When Newark students want to move from charter to district schools, data does not always follow

As students race to apply to some of Newark’s top high schools before Friday’s deadline, one group of applicants may be at a disadvantage — charter school students.

In past years, the district’s selective “magnet” high schools have occasionally had trouble obtaining transcripts and test scores for students in certain charter schools, according to current and former district and charter employees. In one instance, a family had so much difficulty getting the necessary records from their charter school that they appealed to the Newark Board of Education for help, leading a board member to personally intervene.

A former Newark Public Schools official, who spoke on the condition of anonymity, said most charter schools eventually provide any information that families leave off their applications, such as grades or test scores. However, one large charter school network — KIPP New Jersey — was “very slow to respond” to requests for information and seemed to be “dragging their feet,” the official said.

Some critics suspect that charter networks like KIPP, which have their own high schools, may want to avoid losing top students to other schools. But it’s also possible that large networks like KIPP, which operates eight schools in Newark, cannot always keep up with the data requests it receives.

Whether intentionally or not, charter schools can impede their students’ path into the city’s competitive magnet schools if they fail to provide the necessary documents.

Charter schools “are not being held responsible for doing what they’re supposed to,” said Juwana Montgomery, a former KIPP employee whose twin sons attend Science Park, a district magnet school. She said she believes some of the document delays are intentional: “If they let all the best and brightest students leave their network, that lowers their numbers.”

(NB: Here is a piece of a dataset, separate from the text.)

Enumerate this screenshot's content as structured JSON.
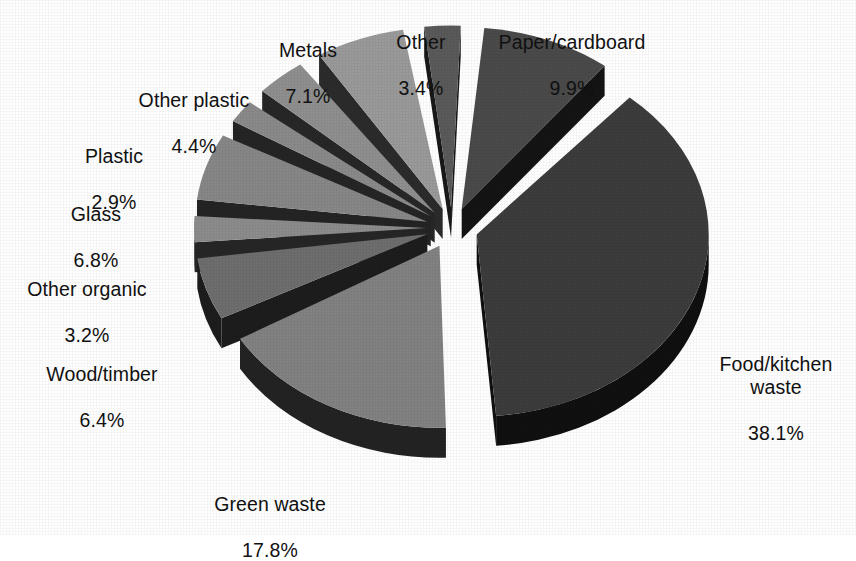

KIPP New Jersey CEO Ryan Hill said he had not heard any complaints about delays in submitting information for KIPP students who apply to high schools outside the network, but said he would look into it. He disputed the claim that the network tried to prevent students from leaving in order to fill its own high school, Newark Collegiate Academy, which he said more than 80 percent of KIPP eighth-graders choose to attend.

“The notion that we’re trying to block their options or anything like that is completely antithetical to who we are,” Hill said. “We believe they should pick the schools that are best for them.”

However, he added, KIPP believes that “for most of our kids, our high school is the best option.”

All but one of the district’s six magnet schools decide which students to admit based on their grades, attendance records, and state test scores. (Arts High School bases its decisions on an audition or review of student artwork.) This year, the schools will also consider the results of a new admissions test that students will take this week.

Families of children in district schools do not have to worry about submitting grades and scores when they apply to magnet schools — that information is already in the district’s database. But families coming from charter schools must input the data themselves on the district’s enrollment website and upload verifying documents, such as transcripts and test score summaries. Families that do not have access to those documents must request them from the charter schools or ask the schools to complete that part of the application for them.

When families submit incomplete applications, the district tries to track down the missing data. “We followed up extensively with both families and students’ schools to ensure we received as complete and accurate information as possible,” a district enrollment official wrote in a memo to the school board last year. Magnet schools are asked to reconsider students with incomplete applications if their information is later submitted, according to the memo.

The magnet schools themselves may also request missing information. However, employees at three magnet schools said it can be difficult to get some charter schools to submit the necessary documents, which the employees attributed to the schools wanting to hold onto their students.

“They’re not eager to release them,” said Edith Battles, a school clerk at Arts High School. “Who wants to let go of a good student?”

Many Newark charter schools do not go beyond eighth grade, leaving them no reason not to help their students apply to district high schools. However, several charter networks include high schools with seats to fill, giving them an incentive to retain those students. 

Last year, KIPP’s Team Academy middle school held an information session for eighth-grade families to sell them on KIPP’s high school, according to Montgomery, the school’s former operations manager. At the meeting, staffers compared the outcomes of KIPP high school graduates with those of a low-performing district high school, Montgomery said. (In Newark, KIPP high school graduates are more likely than their traditional school counterparts to earn college degrees, but less likely than magnet school graduates to do so, according to a recent study.)

Hill, the KIPP New Jersey CEO, said the network simply provides factual information to families about its high school — the same way as other district and charter schools that try to recruit students. He added that KIPP staffers also write recommendation letters for students who choose to apply to private schools.

Tommy Luna, an eighth-grade math teacher at KIPP’s Rise Academy middle school, said his school gives students time to research different high schools. Students are encouraged to look at the schools’ graduation rates, Advanced Placement classes, and extracurricular activities. Most students end up choosing KIPP’s high school, Luna said, but others opt for private, county-run, or magnet schools.

“We’re going to support our kids whatever they choose,” he said.